Incidentally, all the good things about Java - including the parallelism support - are actually properties of the JVM, not of the Java the language; they're best used from other languages that compile to the JVM. If you said "we'll probably run on the JVM", that would have sounded much better than "we'll probably write in Java". Then you'll only have to contend with the CLR and LLVM fans :-)

Comment author: Eliezer_Yudkowsky 02 December 2009 04:27:23AM 4 points [-]

I don't think it will mostly be a coding problem. I think there'll be some algorithms, potentially quite complicated ones, that one will wish to implement at high speed, preferably with reproducible results (even in the face of multithreading and locks and such). And there will be a problem of reflecting on that code, and having the AI prove things about that code. But mostly, I suspect that most of the human-shaped content of the AI will not be low-level code.

Comment author: Eliezer_Yudkowsky 02 December 2009 09:17:08AM 0 points [-]

How's the JVM on concurrency these days? My loose impression was that it wasn't actually all that hot.

Comment author: mattnewport 02 December 2009 09:51:12AM *  2 points [-]

I think it's pretty fair to say that no language or runtime is that great on concurrency today. Coming up with a better way to program for many-core machines is probably the major area of research in language design today and there doesn't appear to be a consensus on the best approach yet.

I think a case could be made that the best problem a genius-level programmer could devote themselves to right now is how to effectively program for many-core architectures.

Comment author: Henrik_Jonsson 02 December 2009 07:50:39PM *  0 points [-]

My impression is that JVM is worse at concurrency than every other approach that's been tried so far.

Haskell and other functional programming languages has many promising ideas but isn't widely used in the industry AFAIK.

This presentation gives a good short overview of the current state of concurrency approaches.

Comment author: anonym 02 December 2009 08:29:48AM 0 points [-]

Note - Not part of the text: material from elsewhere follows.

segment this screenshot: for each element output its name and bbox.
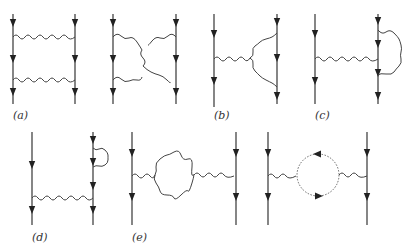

Speaking of things that aren't Java but run on the JVM, Scala is one such (really nice) language. It's designed and implemented by one of the people behind the javac compiler, Martin Odersky. The combination of excellent support for concurrency and functional programming would make it my language of choice for anything that I would have used Java for previously, and it seems like it would be worth considering for AI programming as well.

Comment author: komponisto 03 December 2009 08:54:34PM 1 point [-]

Today I would say that if you can write AI at all, you can write the code parts in C, because AI is not a coding problem.

Exactly -- which is why the sentence sounded so odd.

Comment author: Eliezer_Yudkowsky 03 December 2009 09:18:32PM 7 points [-]

Well, yes, Yudkowsky-2002 is supposed to sound odd to a modern LW reader.